This latest big-screen return of a well-loved Golden Age Of TV series trawls deeper than the baby boom demographics addressed by mid-60s retro-items such as The Addams Family, The Flintstones and The Fugitive. Maverick began in 1957 and ran until 1962, though original star James Garner left in 1960, which means audiences for the movie remake are unlikely to have more than a folk memory of the unconventional Western series, which set out to undercut the upright heroes of the era by following a cowardly con-man who was less interested in law and order than profit and loss.
Richard Donner and screenwriter William Goldman have wisely chosen to treat their inspiration with a great deal of respect. While Mel Gibson takes over the lead role of Bret Maverick, the film calls Garner back to play a part which very cleverly expands one of his roles on the forgotten show. Gibson, who has an unnerving tendency to seem less roguish than sneaky, acquits himself well enough to earn approving nods from Garner, though it's hard not to think that in his day Garner would have done better work in most of Mad Mel's leads.
The film opens with Maverick in a tricky situation, then ropes in a posse of supporting characters (flighty gambling belle Foster, man of integrity Marshal Garner, scurvy poker demon Alfred Molina) and gets round to a plot involving a massive cards tournament held on a riverboat by James Coburn. It seems like a simple traipse from exciting incident to hair's breadth escape (there are funny variations on traditional Western action scenes from Stagecoach to A Man Called Horse), but towards the end things get trickier with a series of twists entirely in tune with the snake oil charm of the series.
After the intense dramatics and revisionary grit of Dances With Wolves and Unforgiven, it's a relief to see a Western get back to the fun and spectacle of the genre, and Donner relishes the screen-filling landscapes. This even has Graham Greene doing a sly send-up of Dances With Wolves as a pragmatic Indian offering authentic native American holiday packages for loony Russian aristo Paul L. Smith.
One of the incidental pleasures of the movie is the canny casting: practically every bar room or card table face is familiar from years of TV and film Westerns, and the big game finale allows cameos from the likes of Doug McClure (Trampas from The Virginian) and Henry Darrow (Manolito from The High Chaparral). Fans of more recent vintage get nice joke appearances from a couple of unbilled stars who have worked with Donner and Gibson, and it's even a nostalgic delight to see the usually strait-laced Foster playing the sort of comic vamp part she last took in Bugsy Malone. Good solid fun.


**Exercise requirements**
Identify, in the records below, every line where the string "heating" appears, and copy each such line.
───── Dataset records
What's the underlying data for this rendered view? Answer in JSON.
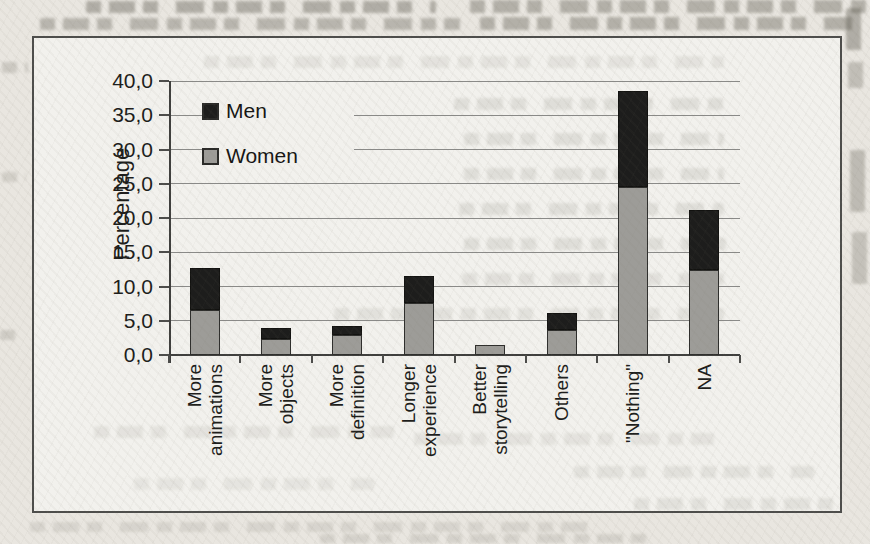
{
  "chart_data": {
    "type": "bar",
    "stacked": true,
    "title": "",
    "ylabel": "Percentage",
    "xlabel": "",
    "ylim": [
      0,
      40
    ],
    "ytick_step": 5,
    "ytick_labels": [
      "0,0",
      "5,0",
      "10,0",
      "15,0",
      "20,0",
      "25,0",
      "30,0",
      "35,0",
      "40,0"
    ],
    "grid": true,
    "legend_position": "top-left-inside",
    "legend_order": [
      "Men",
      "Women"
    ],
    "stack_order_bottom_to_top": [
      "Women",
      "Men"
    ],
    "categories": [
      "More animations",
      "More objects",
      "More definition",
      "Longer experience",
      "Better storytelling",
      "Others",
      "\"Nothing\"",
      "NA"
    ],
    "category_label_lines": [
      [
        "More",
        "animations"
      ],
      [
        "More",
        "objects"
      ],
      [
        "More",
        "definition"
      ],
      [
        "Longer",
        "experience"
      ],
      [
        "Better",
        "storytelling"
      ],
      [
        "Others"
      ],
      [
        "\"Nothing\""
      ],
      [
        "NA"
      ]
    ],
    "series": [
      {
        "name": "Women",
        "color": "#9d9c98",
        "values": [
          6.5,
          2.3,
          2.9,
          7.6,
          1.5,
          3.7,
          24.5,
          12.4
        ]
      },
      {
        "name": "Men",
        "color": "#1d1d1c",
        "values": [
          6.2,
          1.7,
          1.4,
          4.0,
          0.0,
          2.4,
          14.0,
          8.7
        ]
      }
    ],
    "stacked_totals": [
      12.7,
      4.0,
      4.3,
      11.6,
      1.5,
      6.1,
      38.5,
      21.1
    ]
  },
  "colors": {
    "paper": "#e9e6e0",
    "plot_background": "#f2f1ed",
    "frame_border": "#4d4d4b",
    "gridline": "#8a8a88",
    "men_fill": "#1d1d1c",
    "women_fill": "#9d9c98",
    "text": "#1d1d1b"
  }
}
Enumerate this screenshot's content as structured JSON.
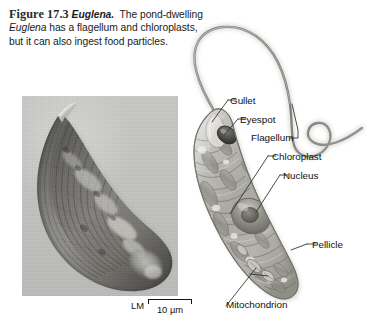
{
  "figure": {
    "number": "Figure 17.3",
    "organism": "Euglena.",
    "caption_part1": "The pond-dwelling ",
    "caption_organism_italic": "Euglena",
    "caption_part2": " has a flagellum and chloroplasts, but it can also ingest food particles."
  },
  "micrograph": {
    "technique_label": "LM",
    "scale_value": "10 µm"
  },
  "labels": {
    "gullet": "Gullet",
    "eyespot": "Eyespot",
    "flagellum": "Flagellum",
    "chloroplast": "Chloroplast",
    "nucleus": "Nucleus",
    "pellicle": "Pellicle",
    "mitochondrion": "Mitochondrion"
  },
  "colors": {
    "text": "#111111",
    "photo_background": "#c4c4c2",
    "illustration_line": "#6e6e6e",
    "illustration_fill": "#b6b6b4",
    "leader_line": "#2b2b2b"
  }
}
──────────
───── Dataset records
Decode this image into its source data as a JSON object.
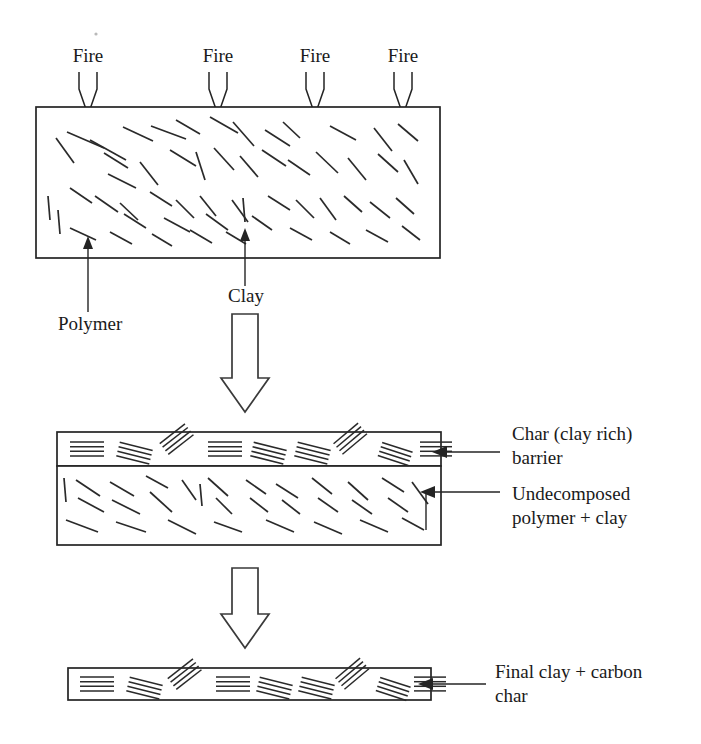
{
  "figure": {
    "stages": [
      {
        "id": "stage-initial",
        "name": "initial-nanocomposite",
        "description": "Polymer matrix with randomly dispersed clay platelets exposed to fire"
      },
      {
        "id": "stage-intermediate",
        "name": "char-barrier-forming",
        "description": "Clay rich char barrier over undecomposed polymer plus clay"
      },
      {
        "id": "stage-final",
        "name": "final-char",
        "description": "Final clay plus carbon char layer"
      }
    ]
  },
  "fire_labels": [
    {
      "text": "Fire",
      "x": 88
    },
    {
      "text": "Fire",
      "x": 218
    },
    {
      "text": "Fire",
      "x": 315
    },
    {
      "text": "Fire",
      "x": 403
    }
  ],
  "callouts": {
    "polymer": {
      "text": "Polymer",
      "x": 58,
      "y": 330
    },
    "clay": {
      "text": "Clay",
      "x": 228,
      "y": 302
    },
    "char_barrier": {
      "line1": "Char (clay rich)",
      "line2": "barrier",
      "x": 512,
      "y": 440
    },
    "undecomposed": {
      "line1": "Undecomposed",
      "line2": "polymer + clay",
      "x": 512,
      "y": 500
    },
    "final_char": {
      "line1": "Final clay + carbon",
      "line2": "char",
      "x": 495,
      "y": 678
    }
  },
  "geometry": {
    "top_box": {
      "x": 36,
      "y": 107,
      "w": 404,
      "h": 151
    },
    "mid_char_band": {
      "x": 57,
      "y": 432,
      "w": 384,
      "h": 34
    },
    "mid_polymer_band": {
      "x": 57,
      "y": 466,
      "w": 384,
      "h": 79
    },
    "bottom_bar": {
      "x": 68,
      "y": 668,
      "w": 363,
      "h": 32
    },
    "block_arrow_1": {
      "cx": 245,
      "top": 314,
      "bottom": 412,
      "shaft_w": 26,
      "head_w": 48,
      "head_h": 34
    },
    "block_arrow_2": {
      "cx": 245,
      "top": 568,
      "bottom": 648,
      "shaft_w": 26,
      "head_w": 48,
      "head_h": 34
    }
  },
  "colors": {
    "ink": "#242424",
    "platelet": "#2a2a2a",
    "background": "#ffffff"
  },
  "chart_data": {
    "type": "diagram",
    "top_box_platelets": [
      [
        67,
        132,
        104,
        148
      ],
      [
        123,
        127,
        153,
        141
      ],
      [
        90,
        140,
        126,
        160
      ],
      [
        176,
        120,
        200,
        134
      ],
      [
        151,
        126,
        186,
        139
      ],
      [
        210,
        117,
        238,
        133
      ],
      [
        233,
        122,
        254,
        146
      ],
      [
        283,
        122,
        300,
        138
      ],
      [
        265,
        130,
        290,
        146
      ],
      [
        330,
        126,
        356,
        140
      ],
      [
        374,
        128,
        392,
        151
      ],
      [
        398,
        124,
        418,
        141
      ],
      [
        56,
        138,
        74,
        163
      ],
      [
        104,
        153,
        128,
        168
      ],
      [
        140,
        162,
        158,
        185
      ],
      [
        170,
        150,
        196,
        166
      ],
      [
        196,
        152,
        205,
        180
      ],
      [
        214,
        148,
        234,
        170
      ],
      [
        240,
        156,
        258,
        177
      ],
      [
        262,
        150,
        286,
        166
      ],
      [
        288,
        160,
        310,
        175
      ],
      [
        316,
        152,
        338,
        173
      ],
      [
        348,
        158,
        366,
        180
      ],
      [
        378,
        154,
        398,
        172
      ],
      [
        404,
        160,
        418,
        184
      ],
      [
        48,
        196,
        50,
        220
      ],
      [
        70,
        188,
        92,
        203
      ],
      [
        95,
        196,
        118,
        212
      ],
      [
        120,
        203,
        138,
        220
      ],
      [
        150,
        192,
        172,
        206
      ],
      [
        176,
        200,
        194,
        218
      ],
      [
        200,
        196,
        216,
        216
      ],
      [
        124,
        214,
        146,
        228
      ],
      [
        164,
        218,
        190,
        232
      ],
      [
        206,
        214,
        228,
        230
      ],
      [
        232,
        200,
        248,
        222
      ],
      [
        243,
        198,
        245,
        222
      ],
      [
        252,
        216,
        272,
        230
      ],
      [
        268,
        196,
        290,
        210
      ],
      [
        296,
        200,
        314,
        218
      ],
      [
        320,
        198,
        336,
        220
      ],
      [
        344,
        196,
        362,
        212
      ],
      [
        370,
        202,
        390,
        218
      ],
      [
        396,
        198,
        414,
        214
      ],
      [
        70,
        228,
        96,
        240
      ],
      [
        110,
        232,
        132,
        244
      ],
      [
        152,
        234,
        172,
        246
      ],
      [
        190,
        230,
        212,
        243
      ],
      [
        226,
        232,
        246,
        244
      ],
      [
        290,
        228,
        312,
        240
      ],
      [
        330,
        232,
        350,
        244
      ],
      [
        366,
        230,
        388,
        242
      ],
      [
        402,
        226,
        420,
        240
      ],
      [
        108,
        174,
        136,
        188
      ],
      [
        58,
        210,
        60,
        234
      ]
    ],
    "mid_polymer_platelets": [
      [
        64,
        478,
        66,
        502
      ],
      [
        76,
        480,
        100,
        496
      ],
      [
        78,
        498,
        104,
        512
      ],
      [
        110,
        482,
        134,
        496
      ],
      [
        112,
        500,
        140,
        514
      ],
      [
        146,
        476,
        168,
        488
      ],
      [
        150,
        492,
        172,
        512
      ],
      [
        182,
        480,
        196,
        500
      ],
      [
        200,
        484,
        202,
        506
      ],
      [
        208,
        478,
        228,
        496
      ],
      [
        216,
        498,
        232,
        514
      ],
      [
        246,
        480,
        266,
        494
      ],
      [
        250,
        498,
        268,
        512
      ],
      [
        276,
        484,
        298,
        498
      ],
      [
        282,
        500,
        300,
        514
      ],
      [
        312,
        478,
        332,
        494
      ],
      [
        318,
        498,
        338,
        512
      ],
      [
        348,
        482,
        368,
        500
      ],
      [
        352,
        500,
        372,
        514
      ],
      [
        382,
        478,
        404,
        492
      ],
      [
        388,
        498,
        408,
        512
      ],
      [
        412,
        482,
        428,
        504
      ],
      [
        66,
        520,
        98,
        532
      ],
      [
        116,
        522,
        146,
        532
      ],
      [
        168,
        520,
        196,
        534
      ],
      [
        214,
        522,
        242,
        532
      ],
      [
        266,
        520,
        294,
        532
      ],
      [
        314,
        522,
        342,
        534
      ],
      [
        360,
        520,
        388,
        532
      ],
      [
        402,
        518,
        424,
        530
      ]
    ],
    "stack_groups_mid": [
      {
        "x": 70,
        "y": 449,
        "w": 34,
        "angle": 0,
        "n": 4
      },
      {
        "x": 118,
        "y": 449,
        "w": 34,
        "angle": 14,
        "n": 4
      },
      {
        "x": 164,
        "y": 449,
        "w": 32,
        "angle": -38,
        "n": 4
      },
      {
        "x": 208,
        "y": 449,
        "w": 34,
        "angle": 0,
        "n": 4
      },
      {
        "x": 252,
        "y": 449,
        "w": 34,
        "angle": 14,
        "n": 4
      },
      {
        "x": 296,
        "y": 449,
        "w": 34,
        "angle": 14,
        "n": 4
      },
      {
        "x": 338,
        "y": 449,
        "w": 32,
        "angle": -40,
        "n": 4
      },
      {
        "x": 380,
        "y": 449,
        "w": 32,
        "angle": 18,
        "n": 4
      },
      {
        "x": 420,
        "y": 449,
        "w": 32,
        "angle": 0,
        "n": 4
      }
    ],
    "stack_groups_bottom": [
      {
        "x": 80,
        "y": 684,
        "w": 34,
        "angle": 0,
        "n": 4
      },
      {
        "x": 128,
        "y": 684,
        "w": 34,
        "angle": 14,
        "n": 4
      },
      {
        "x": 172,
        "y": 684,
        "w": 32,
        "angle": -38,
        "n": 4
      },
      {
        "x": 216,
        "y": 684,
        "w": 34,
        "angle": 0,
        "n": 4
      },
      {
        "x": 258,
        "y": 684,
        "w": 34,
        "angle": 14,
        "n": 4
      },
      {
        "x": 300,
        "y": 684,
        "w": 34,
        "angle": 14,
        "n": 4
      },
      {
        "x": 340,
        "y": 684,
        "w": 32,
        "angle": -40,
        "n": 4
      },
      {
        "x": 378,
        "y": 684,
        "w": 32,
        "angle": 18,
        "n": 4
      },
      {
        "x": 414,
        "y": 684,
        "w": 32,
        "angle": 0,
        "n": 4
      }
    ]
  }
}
──────────
───── Dataset records
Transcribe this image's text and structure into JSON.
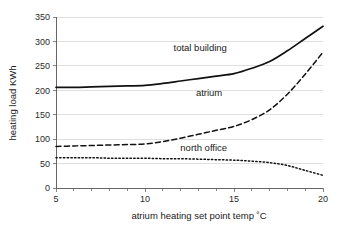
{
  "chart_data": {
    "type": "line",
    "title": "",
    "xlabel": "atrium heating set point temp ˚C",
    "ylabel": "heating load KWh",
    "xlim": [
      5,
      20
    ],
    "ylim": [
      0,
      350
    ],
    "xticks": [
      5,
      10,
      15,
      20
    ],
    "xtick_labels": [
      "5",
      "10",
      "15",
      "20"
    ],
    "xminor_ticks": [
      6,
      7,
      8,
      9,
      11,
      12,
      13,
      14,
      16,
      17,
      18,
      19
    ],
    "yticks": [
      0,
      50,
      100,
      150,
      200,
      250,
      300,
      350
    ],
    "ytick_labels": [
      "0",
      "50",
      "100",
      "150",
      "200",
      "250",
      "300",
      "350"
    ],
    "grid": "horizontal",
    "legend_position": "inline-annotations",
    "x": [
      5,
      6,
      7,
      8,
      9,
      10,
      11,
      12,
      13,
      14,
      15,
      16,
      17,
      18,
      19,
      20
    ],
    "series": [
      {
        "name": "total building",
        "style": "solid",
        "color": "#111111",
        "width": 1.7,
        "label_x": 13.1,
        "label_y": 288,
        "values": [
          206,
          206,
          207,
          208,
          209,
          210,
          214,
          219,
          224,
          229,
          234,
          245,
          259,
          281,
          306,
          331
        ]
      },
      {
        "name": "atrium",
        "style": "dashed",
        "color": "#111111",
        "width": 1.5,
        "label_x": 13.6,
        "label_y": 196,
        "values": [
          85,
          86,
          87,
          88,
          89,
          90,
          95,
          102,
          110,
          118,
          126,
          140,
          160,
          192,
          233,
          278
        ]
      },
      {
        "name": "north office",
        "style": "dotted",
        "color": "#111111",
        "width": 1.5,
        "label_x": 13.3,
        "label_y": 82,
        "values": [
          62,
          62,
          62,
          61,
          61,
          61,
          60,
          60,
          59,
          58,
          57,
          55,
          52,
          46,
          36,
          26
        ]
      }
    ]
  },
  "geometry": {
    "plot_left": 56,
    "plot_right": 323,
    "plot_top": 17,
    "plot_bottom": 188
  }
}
──────────
**Task response**
    "xlabel": "atrium heating set point temp ˚C",
    "ylabel": "heating load KWh",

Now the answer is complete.